I waited for them to go on, but when it was clear that they were not going to, I turned to them and said to Janet, “And who is he, your husband?”

“Excuse me?” Janet said.

“Sorry, I was listening to your conversation. And now I’m wondering: who is he? You compared yourself to Joan Baez, so is your husband like Bob Dylan or like Neil Young or what?”

“Nobody,” Janet said. “He’s just himself.”

“But that doesn’t make sense. I don’t understand you.”

“What don’t you understand? And why were you even listening?”

“Why compare yourself to somebody and then not finish through with the comparison? It’s like a metaphor or something, you know what I mean?”

“No, I frankly do not know what you mean, and I’d wish you’d leave us alone. You’re a creep.”

“But if it’s a story you’re telling me here,” I said, “you’ve got to bring it to climax.”

183. A Non-Physical Entity Trapped in a Human Body

My wife told me one night while she was washing the dishes, and I was drying, that this was difficult to say, but she wasn’t really a human.

“Uh-huh,” I said as I took the plate from her and dried it.

She said it again. She said that she wanted me to listen. She handed me a knife.

“Okay,” I said. “What do you want me to hear?”

“I want you to hear”—she handed me a wine glass—”that I’m a non-physical entity trapped in a human body. I have to come to terms with this.” She handed me a spatula and another plate. “We both do.”

“Okay,” I said. “But what are you telling me?”

“That I need, because I am a free spirit, to be a free spirit.”

“Again I will say,” I said, “What are you telling me?”

“That I’ve been having an affair with my energy healer.”

“You mean Gary?” I’d met Gary once when I dropped her off for one of her sessions. “You’ve been having an affair with that protohuman Gary?”

“Don’t call him that. He’s not a protohuman.”

“He’s a gorilla, then, is what you’re telling me. You’re sleeping with an incense-lighting, chakra-pushing gorilla!”

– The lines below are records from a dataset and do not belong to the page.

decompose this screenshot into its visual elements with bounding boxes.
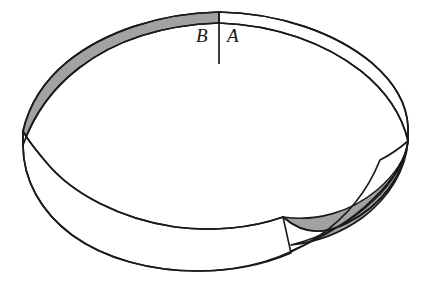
region-label-a: A [227,26,239,45]
upper-right-unshaded-band [219,12,408,141]
outer-edge-top-right [219,12,408,127]
mobius-band-figure: B A [0,0,430,284]
outer-edge-top-left [23,12,219,131]
mobius-band-illustration [0,0,430,284]
lower-right-shaded-band [283,141,408,245]
lower-left-unshaded-band [23,131,291,271]
shaded-crescent-outer-edge [291,141,408,251]
region-label-b: B [196,26,208,45]
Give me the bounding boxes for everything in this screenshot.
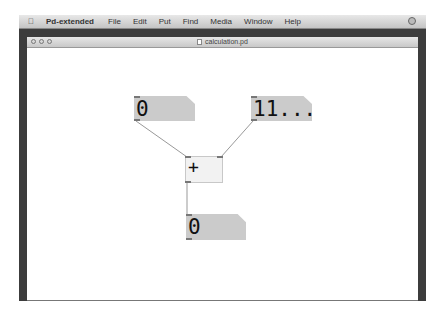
inlet-number-result[interactable]	[186, 214, 192, 216]
outlet-add[interactable]	[185, 181, 191, 183]
menu-app-name[interactable]: Pd-extended	[46, 17, 94, 26]
minimize-button[interactable]	[39, 39, 44, 44]
number-box-right[interactable]: 11...	[251, 96, 312, 121]
menu-edit[interactable]: Edit	[133, 17, 147, 26]
inlet-number-left[interactable]	[134, 96, 140, 98]
menu-window[interactable]: Window	[244, 17, 272, 26]
inlet-add-left[interactable]	[185, 156, 191, 158]
menu-put[interactable]: Put	[159, 17, 171, 26]
inlet-add-right[interactable]	[217, 156, 223, 158]
window-title-bar[interactable]: calculation.pd	[27, 37, 418, 48]
window-controls	[31, 39, 52, 44]
number-box-left-value: 0	[136, 97, 149, 121]
status-icon[interactable]	[408, 17, 416, 25]
outlet-number-right[interactable]	[251, 119, 257, 121]
menu-file[interactable]: File	[108, 17, 121, 26]
menu-help[interactable]: Help	[285, 17, 301, 26]
inlet-number-right[interactable]	[251, 96, 257, 98]
window-title: calculation.pd	[205, 38, 248, 45]
menu-bar:  Pd-extended File Edit Put Find Media W…	[19, 15, 426, 29]
close-button[interactable]	[31, 39, 36, 44]
number-box-result-value: 0	[188, 215, 201, 239]
outlet-number-result[interactable]	[186, 238, 192, 240]
zoom-button[interactable]	[47, 39, 52, 44]
add-object-label: +	[188, 156, 199, 177]
number-box-result[interactable]: 0	[186, 214, 246, 240]
menu-find[interactable]: Find	[183, 17, 199, 26]
menu-media[interactable]: Media	[210, 17, 232, 26]
number-box-right-value: 11...	[253, 97, 316, 121]
apple-icon[interactable]: 	[26, 17, 36, 26]
document-icon	[197, 39, 202, 45]
number-box-left[interactable]: 0	[134, 96, 195, 121]
add-object[interactable]: +	[185, 156, 223, 183]
outlet-number-left[interactable]	[134, 119, 140, 121]
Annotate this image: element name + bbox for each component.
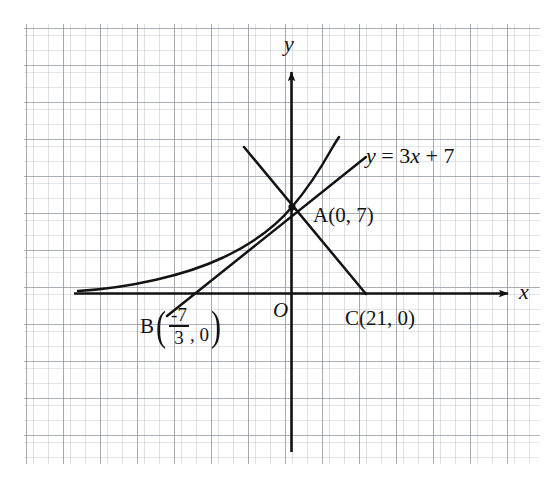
point-b-fraction: -7 3 — [169, 305, 189, 347]
x-axis-label: x — [519, 281, 529, 303]
point-b-numerator: -7 — [169, 305, 189, 324]
equation-y: y — [366, 143, 376, 168]
line-y-3x-plus-7 — [167, 157, 366, 316]
equation-constant: 7 — [443, 143, 454, 168]
point-c-label: C(21, 0) — [345, 308, 415, 329]
equation-label: y = 3x + 7 — [366, 145, 454, 167]
point-b-close-paren: ) — [211, 310, 221, 343]
point-b-denominator: 3 — [172, 328, 186, 347]
point-b-open-paren: ( — [156, 310, 166, 343]
point-b-label: B ( -7 3 , 0 ) — [140, 305, 223, 347]
equation-variable: x — [410, 143, 420, 168]
equation-coefficient: 3 — [399, 143, 410, 168]
graph-figure: y x O y = 3x + 7 A(0, 7) C(21, 0) B ( -7… — [0, 0, 558, 481]
plot-canvas — [0, 0, 558, 481]
point-a-marker — [288, 203, 295, 210]
equation-equals: = — [381, 143, 393, 168]
point-a-label: A(0, 7) — [313, 205, 374, 226]
equation-plus: + — [425, 143, 437, 168]
y-axis-label: y — [284, 33, 294, 55]
point-b-letter: B — [140, 316, 154, 337]
origin-label: O — [273, 300, 288, 321]
point-b-second-coord: , 0 — [190, 325, 209, 347]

“See, this is why I didn’t want to tell you—couldn’t, actually—because I knew you’d respond like this.”

“Like what?”

“Like a total asshole.”

“But how would you like me to respond? What, in your opinion, would be the most appropriate response at this moment now, when you tell me basically that you are a ghost and because you’re a ghost, you need to have multiple partners, even if that includes the ugliest person I have ever seen, and most likely ever will, in my entire life, that gorilla named Gary?”

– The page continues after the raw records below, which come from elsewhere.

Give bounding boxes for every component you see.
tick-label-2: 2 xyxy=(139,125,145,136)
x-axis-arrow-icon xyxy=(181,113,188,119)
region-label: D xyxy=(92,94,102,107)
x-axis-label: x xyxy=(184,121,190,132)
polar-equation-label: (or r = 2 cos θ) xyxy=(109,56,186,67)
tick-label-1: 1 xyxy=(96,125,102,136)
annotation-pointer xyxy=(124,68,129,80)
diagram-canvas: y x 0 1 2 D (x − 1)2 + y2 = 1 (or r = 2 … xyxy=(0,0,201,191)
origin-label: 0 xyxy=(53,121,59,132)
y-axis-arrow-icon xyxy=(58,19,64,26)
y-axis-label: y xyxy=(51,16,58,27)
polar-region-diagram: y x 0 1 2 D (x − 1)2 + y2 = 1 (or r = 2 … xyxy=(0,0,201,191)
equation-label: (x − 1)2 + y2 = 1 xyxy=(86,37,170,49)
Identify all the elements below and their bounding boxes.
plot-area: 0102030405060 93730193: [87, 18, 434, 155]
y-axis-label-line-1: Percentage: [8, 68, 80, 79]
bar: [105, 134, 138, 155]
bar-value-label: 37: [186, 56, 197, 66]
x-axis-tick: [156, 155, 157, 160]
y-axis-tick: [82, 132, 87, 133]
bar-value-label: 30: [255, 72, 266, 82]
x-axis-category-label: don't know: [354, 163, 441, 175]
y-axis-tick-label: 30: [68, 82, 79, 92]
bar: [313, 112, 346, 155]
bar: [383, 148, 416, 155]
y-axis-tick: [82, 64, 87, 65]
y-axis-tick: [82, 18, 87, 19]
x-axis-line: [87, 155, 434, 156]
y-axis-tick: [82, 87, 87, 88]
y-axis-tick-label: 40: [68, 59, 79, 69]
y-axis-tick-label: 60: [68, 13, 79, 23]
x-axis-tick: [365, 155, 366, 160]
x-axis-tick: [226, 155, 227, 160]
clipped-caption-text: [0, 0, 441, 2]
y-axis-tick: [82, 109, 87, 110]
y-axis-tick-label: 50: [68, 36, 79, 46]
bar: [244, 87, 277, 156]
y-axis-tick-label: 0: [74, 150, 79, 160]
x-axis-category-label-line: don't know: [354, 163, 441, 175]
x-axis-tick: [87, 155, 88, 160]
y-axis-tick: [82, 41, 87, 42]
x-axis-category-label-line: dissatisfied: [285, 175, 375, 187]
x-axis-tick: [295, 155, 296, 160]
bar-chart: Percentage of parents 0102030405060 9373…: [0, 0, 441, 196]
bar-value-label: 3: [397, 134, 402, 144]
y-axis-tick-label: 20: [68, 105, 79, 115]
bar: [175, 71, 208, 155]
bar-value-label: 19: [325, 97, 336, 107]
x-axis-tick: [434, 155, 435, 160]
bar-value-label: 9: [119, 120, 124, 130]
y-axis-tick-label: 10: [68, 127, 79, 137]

“Are you done?” she said. ”Because he’s outside now.”

“No, I’m not done,” I said, and then: “What?”

“He’s outside now.”

“Outside? I went to the living room and looked through the blinds to see Gary waiting across the street in the dark, hunched over the steering wheel of his car.

Meanwhile, my wife had gone to our room for her bags.

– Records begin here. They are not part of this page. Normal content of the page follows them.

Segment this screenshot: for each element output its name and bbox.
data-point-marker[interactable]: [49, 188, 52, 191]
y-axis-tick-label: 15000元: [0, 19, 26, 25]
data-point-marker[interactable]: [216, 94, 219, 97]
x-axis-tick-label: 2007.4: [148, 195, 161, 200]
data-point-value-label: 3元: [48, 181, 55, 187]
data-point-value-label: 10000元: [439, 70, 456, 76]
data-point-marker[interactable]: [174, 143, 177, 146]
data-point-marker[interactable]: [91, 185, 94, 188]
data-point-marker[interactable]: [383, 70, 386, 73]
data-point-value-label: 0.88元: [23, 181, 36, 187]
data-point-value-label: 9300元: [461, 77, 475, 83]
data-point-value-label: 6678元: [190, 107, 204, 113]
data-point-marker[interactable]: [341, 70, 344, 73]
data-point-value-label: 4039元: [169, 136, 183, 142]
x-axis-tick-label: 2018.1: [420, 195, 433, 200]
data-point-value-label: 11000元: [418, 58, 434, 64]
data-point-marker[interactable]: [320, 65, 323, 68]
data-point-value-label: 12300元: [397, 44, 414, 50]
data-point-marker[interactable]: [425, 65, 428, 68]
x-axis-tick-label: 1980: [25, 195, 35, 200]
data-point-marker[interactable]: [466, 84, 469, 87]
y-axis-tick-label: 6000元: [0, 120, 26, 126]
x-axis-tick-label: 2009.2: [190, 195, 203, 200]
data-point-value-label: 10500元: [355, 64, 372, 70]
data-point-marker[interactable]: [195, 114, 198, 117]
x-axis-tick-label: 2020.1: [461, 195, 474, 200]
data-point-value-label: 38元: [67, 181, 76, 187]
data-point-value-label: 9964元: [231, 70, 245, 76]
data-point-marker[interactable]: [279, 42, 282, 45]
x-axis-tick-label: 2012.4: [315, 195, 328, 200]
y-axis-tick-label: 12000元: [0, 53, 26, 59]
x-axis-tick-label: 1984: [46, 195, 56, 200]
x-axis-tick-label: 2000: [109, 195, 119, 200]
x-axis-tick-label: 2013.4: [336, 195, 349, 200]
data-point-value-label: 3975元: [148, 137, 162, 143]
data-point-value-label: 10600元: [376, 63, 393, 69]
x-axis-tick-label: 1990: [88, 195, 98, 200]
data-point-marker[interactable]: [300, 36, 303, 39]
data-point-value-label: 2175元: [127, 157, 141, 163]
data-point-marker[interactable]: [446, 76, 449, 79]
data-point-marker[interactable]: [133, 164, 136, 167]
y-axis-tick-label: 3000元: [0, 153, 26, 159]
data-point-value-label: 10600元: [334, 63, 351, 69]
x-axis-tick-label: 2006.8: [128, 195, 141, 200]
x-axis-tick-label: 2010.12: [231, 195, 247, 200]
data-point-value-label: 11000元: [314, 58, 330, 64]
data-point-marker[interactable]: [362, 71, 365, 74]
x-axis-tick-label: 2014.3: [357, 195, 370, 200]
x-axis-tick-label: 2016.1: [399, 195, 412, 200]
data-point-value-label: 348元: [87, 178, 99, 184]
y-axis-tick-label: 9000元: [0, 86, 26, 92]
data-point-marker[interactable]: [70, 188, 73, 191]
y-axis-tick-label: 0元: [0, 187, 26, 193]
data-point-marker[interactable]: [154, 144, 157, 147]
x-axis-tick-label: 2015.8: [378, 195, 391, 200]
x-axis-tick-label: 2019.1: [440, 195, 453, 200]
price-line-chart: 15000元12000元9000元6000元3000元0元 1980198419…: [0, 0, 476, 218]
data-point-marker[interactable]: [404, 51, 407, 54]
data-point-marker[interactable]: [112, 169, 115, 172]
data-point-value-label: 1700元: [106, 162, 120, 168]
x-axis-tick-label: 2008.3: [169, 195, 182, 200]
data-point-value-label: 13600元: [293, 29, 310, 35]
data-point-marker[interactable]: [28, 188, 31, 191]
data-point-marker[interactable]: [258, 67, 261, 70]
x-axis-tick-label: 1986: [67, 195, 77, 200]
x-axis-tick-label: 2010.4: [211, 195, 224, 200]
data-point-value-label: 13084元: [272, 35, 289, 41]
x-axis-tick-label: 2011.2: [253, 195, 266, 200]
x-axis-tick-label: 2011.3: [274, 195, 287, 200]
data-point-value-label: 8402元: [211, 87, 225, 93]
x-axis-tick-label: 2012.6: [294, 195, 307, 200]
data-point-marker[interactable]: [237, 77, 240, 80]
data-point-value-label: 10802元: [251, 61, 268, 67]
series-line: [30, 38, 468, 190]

“You’ve already packed,” I said, when she returned to the living room.

“Yep,” she said.

“So that’s it?” I said.

“I guess so, yes,” she said and shrugged. “At least for now.”

“And if the spirit wants to revisit this house?”

“Always a possibility, I suppose,” she said, and tried to smile but could not. And with that, she was gone. From where I stood out of sight near the still opened door, I could hear giggling, and car doors opening and closing, as Gary no doubt was helping her with her things, and then only nothing after he pulled away, taking my wife with him to wherever he lived, in whichever the house or apartment complex in whichever the cold and cruel universe this sometimes was.

178. Kites on the Coast

Some time not long after the war had started, after the demonstrators had demonstrated and then gone home (their cardboard protest signs in the recycling bins), and after the manufacturing boom in Taiwanese-made American flags and Chinese-made American flag t-shirts and Mexican-made American car flags and car flagpoles and Malaysian-made Made in America pendants, you found yourself on the coast lacquered with 30 SPF and patting your hair down, over that bald spot, and pulling your shorts up to your belly button, over that embarrassing albino bulge.

Kite-flying looked like fun, rather relaxing even. You turned to the person next to you—a lover, perhaps, or a spouse that you remembered once loving—and said: “I think it’s the sound I like best.”

You meant that one kite there, wanting to dive, to dive, to dive for the sand—rippling, wind-torn, angry almost.